Wednesday, August 26, 2009
Living document
Kennedy
Thursday, August 20, 2009
Yeah, we are scared
No blogs, no pols (aside from one quote from Palin).
Tuesday, August 11, 2009
Who decides? And when?
A debate on long-term cost control and end-of-life care--especially an emotional and acrimonious debate--is a highly useful debate to have. But it's not a useful debate to have right now. Right now it is killing Obama's universal care plans. ... And it wasn't a debate we had to have right now. It's a debate Obama has brought on himself by framing health care as an attempt to "bend the curve" of long term costs decades from now. He could have just said "Here's how I would guarantee health security for everyone. And here's how we're going to pay for it for the next ten years."
Kaus is one of the most insightful writers around. But here it's backwards.
We should have the discussion about cost control and end-of-life care first. How can we design change the system if we don't know what it will cover?
That's like saying: "Let's not worry about our destination. Let's just plan everything else about the trip."
Decide the destination first. Then decide the trip.
And Obama does bring up a good point. Why do we pay so much on the last weeks, when that neither prolongs nor betters life?
Most people don't want to be tormented at the very end of their lives. But they don't want a bureaucrat to decide when that will be.
But until we decide that, we can't really reform the system.
Just because you're paranoid ...
Death panels are already here it seems, just as they have been for some time in Britain and Canada. The concept behind deciding who lives and who dies and how finite resources should be allocated was described by key Obama health care adviser Dr. Ezekiel Emanuel, brother to White House Chief of Staff Rahm Emanuel.
In his paper, "Principles for Allocation of Scarce Medical Interventions," he expounds on what he calls "The Complete Lives System" for allocating treatments and resources.
"When the worse-off can benefit only slightly while better-off people could benefit greatly," he says, "allocating to the better-off is often justifiable."
These are Dr. Emanuel's words, not Palin's. We're not making this up and neither is she. It is not hard to see this formula for rationing forcing children such as Trig and the elderly such as Barbara Morgan to take a number — a very high number.
Monday, August 10, 2009
White House for sale
But I'm appalled by the deal the White House has made with the pharmaceutical industry's lobbying arm to buy their support.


• _WHAT TO PRODUCE_
Report all lines below with the word "connecting".
* * * * * * * * *
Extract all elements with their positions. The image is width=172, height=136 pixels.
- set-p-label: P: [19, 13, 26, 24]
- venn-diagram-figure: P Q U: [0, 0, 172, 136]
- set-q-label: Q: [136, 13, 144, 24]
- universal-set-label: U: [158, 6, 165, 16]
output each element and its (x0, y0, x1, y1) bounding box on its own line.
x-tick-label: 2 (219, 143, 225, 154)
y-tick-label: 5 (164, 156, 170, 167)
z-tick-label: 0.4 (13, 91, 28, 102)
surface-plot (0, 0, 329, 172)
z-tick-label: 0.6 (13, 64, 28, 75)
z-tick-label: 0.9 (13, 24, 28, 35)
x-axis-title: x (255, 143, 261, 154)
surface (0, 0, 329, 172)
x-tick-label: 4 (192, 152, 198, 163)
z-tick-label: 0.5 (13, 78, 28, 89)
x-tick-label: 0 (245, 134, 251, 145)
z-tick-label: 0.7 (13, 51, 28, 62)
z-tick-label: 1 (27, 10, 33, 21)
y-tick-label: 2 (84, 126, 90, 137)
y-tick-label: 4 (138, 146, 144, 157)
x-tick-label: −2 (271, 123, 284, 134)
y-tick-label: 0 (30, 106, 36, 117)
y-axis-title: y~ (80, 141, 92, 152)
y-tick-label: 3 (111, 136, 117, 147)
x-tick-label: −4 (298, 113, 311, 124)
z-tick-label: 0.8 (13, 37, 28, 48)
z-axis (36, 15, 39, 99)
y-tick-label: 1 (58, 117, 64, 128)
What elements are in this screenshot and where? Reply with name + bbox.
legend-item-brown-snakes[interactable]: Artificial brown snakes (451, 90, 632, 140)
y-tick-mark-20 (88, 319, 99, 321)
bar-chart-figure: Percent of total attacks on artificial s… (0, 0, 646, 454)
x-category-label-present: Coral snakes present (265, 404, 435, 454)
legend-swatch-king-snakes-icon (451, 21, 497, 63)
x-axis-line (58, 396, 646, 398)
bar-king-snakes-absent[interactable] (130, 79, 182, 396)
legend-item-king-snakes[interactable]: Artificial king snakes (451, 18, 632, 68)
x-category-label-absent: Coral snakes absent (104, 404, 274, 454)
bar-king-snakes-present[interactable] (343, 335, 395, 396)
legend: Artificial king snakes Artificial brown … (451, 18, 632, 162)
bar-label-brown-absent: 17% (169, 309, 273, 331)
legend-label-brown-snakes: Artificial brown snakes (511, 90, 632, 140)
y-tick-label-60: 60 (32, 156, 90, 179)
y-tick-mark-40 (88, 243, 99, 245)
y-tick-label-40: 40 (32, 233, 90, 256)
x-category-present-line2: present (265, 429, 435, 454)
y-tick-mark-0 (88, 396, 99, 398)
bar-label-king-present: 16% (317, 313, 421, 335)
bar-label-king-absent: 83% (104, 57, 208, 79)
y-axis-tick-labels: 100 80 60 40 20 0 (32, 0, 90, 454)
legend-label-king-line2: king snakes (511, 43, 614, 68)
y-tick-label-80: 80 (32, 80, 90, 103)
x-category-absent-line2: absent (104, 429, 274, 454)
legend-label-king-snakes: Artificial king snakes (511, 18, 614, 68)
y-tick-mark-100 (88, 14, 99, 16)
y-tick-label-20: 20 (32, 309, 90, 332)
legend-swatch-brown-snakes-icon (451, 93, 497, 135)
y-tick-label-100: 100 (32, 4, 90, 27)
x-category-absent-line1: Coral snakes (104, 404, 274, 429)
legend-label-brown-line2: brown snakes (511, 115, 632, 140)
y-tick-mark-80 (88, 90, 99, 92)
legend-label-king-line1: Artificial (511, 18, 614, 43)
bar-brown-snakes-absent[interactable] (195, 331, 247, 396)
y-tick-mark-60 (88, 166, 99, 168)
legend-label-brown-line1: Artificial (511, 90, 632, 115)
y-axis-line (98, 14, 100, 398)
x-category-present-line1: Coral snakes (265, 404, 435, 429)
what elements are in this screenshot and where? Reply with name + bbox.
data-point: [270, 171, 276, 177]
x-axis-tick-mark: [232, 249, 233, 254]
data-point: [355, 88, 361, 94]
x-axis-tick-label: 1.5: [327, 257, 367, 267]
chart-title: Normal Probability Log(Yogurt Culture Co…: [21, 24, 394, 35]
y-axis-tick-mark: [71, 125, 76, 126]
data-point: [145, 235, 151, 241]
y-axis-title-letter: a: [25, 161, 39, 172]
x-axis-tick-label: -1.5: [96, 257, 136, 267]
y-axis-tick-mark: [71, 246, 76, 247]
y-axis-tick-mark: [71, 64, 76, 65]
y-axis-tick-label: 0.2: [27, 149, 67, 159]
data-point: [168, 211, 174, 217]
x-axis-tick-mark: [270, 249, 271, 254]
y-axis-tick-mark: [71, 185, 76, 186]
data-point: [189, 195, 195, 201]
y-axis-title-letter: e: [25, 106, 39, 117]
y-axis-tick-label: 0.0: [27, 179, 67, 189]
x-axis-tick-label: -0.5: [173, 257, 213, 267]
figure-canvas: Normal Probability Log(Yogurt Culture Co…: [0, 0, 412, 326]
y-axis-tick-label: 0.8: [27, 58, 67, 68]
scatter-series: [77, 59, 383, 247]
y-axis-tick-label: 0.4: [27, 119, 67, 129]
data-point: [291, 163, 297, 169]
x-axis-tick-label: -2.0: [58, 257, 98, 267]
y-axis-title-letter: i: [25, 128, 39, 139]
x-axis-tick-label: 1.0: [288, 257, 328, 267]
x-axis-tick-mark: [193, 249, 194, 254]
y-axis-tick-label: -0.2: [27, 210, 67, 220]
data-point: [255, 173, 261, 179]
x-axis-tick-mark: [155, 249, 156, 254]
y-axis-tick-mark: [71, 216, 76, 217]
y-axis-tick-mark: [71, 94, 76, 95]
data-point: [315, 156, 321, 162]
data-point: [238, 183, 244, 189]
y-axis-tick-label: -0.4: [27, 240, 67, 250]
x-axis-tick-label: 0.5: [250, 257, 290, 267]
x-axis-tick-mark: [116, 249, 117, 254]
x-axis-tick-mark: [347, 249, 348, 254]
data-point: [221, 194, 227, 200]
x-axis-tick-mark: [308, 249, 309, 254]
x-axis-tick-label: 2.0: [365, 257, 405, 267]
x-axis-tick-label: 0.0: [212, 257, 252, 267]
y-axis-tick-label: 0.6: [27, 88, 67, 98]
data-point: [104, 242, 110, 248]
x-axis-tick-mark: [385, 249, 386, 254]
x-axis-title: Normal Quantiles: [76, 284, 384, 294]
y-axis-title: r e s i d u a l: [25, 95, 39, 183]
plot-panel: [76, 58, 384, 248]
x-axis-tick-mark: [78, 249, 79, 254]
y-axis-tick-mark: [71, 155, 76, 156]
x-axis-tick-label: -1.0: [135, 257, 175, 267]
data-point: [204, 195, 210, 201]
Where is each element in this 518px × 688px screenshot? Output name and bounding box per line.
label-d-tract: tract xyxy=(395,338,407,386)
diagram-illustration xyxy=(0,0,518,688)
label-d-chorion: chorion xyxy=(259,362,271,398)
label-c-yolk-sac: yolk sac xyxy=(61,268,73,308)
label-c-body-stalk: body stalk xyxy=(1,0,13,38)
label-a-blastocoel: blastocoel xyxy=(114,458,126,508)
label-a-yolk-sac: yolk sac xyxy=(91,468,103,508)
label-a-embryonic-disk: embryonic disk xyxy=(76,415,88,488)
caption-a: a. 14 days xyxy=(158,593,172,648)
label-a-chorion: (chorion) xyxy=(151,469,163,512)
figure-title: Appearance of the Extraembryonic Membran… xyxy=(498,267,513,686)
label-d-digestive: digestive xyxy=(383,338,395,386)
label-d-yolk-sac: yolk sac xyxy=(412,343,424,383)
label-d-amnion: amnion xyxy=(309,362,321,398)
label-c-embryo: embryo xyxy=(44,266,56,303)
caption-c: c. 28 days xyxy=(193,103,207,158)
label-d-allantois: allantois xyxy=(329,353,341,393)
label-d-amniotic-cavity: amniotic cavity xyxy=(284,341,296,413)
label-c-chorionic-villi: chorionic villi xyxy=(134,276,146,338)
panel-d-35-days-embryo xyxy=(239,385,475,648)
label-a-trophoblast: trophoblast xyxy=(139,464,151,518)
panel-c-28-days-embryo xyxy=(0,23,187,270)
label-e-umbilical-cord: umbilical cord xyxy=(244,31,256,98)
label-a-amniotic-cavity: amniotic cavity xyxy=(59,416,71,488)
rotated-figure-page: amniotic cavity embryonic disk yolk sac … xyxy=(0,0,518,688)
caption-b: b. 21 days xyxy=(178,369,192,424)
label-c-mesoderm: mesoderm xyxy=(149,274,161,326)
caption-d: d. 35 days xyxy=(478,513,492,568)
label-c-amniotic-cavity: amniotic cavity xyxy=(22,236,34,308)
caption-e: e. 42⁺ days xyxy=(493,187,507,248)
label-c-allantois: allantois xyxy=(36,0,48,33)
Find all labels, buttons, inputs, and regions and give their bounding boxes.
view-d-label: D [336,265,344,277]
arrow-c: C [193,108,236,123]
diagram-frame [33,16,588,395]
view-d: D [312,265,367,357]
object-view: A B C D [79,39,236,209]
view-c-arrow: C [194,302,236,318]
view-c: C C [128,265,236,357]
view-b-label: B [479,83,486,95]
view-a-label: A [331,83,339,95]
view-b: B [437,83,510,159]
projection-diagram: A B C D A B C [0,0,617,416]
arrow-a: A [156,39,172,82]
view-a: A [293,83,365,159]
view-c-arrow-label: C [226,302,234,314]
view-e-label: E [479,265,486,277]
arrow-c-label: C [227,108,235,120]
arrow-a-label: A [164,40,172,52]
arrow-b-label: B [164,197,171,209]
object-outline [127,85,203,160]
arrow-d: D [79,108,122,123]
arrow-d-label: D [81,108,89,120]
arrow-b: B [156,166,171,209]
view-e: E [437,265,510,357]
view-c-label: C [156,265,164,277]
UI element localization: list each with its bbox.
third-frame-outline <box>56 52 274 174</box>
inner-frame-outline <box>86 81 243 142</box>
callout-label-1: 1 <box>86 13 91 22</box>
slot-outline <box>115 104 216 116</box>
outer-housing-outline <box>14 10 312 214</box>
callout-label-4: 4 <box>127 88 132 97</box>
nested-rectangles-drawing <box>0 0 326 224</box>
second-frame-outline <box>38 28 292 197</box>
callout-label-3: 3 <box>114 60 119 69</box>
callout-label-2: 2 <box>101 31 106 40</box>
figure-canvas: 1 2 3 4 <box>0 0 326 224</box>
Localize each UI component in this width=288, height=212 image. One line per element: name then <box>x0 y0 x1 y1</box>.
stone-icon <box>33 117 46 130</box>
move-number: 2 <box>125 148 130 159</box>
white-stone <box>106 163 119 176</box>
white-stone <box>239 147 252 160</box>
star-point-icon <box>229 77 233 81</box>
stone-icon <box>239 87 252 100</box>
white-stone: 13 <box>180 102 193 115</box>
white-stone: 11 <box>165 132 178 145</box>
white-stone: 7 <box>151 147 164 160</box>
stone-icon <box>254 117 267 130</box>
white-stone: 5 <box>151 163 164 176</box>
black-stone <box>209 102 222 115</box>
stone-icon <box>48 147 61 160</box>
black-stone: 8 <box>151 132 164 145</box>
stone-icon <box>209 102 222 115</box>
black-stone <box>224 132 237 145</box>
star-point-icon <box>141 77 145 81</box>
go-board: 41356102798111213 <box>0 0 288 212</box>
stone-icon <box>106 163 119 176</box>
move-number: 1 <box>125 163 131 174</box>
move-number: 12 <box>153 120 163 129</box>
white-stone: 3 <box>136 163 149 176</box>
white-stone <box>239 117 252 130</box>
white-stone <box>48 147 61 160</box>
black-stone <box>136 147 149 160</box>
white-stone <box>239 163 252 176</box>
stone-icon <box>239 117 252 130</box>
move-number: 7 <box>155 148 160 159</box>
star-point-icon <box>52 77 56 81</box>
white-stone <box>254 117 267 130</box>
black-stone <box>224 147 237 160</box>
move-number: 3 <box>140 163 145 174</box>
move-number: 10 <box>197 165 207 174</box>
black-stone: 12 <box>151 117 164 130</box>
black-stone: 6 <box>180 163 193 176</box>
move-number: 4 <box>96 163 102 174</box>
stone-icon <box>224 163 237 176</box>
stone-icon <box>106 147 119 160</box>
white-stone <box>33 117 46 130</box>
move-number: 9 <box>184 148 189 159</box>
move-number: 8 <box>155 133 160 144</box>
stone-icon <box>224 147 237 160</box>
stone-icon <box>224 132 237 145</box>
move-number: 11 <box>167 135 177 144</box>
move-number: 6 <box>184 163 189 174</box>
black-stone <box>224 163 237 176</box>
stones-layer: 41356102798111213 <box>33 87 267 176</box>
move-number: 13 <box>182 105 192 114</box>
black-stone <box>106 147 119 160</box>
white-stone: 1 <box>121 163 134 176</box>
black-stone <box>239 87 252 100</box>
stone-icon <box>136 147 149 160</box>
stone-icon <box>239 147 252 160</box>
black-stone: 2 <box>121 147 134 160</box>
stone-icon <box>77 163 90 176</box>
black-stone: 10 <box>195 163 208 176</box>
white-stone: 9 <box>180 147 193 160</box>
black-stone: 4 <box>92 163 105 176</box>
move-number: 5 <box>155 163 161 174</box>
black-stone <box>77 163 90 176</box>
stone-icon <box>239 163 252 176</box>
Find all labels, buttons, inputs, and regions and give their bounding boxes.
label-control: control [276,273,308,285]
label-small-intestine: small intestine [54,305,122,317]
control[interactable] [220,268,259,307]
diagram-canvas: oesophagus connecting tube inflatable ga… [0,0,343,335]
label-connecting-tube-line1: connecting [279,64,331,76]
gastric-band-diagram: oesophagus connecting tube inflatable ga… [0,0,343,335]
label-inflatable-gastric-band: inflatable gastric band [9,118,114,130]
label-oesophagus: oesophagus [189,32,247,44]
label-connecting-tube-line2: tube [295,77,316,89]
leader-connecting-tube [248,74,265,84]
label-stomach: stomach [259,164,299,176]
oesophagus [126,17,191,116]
* * * * * * * * *
• _WRITTEN SOLUTION_
diagram-canvas: oesophagus connecting tube inflatable ga… [0,0,343,335]
label-connecting-tube-line1: connecting [279,64,331,76]
gastric-band-diagram: oesophagus connecting tube inflatable ga… [0,0,343,335]
label-connecting-tube-line2: tube [295,77,316,89]
leader-connecting-tube [248,74,265,84]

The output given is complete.